Anti-China is in the Australian DNA

Jun 22, 2022
Map of China on a globe
From the start, the pro-China moves we saw from the early seventies had a weak basis. Image: Flickr / Marco Verch Professional

Is there any hope for Australia-China relations? I have spent most of a 60 year career on the periphery of those relations – in Canberra, Hong Kong, Moscow and Japan, with some time in China mainly during the crucial Cultural Revolution period.

I was the first Australian official postwar to be trained in Chinese. I have seen a generation of China-watchers grow in my wake. And I have watched with admiration how some of those people have tried to use logic, their experience, and commonsense to put the relationship on the rails.

But ultimately it ain’t gonna happen.

Buried deep in the Australian DNA is an incorrigible distrust, fear, and even hatred of China. I have seen it closeup many times over the years and it is not going to go away.

There was a brief period in the early seventies when the Kissinger-inspired, US rapprochement with China, combined with Zhou Enlai’s pingpong diplomacy, seemed about to drag Canberra out of its anti-China hatreds. But that was short-lived.

The Kissinger initiative was premised on the Sino-Soviet dispute and as I have written elsewhere (in my 1968 book In Fear of China) that dispute was based on shaky premises and would not last forever.

And as I have also written elsewhere, the pingpong diplomacy and Kissinger moves would probably have been put aside by an incurably anti-Beijing Canberra, but for an incredible series of coincidences revolving around an Australian pingpong leader refusing to sleep on tatami mats.

So from the start, the pro-China moves we saw from the early seventies had a weak basis. They would collapse soon under pressures from anti-China elements, including anti-China coalition governments.

My first hint of Canberra’s innate anti-China bias came back in 1962, with the blatant and cold-blooded decision to join up with London and the US to blame Beijing, and not New Delhi, for the first 1962 Himalayan frontier war, which I had been monitoring on Canberra’s China desk.

Then came my chance to see the stupidity of Paul Hasluck in Moscow in November 1964 trying persuade top Soviet leaders, Kosygin and Gromyko, to join us in Vietnam to stop the alleged downward Chinese thrust using ‘in the first instance’ its puppets in Hanoi.

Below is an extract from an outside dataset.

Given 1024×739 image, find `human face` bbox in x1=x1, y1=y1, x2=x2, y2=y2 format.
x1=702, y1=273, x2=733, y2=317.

Even among the media people sent to welcome pingpong China in the early 1970’s I saw closeup their deep-seated distrust and dislike of China.

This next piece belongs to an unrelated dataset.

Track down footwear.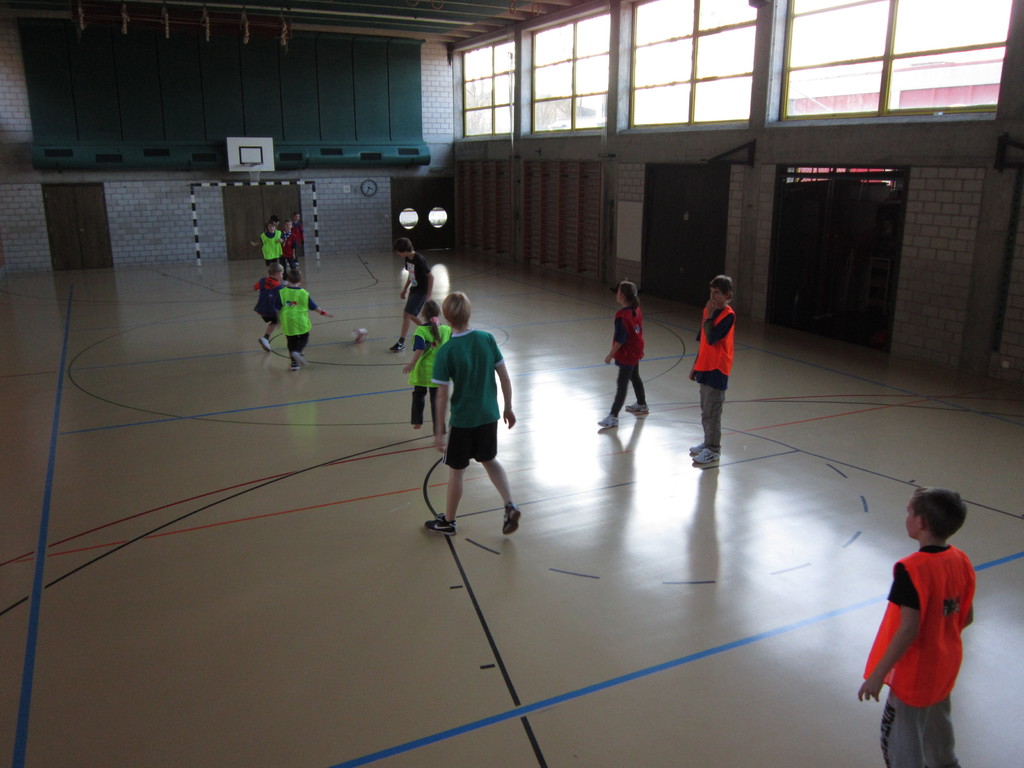
Tracked to [x1=690, y1=447, x2=717, y2=467].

Then came the media distortions of the 1989 Tiananmen and Xinjiang reporting, the factionalism of Australia’s nascent pro-China movement, and the ease with which it could all be swept aside by power-hungry security organs ignorant of China.

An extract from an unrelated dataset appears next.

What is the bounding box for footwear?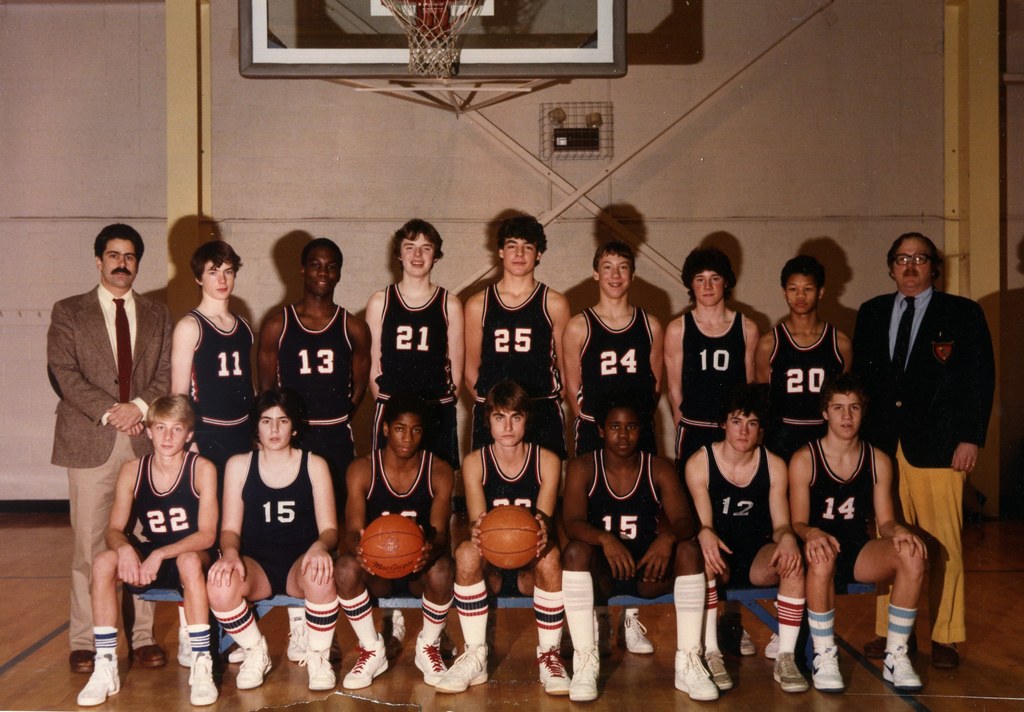
l=701, t=646, r=737, b=687.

The result is the mess we see today – a Labor Party government (repeat, an ALP government) embracing a Tokyo keen to piggy-back on US (and Australian) military strength for a repeat of its past attacks on China, and Quad member Japan whose former leader Abe Shinzo has managed single-handedly for two decades to keep North Korea in a state of economic misery and nuclear determination to defend itself.

And we welcome these people as supporters of our security?

Why? Because it is in the DNA.

Part goes back to18th-19th century fears of China. Part, I suspect, is a sublimated fear of China as somehow responsible for the Vietnam War defeat.

And part is a deep foreign affairs immaturity plus sheer ignorance of the world around us.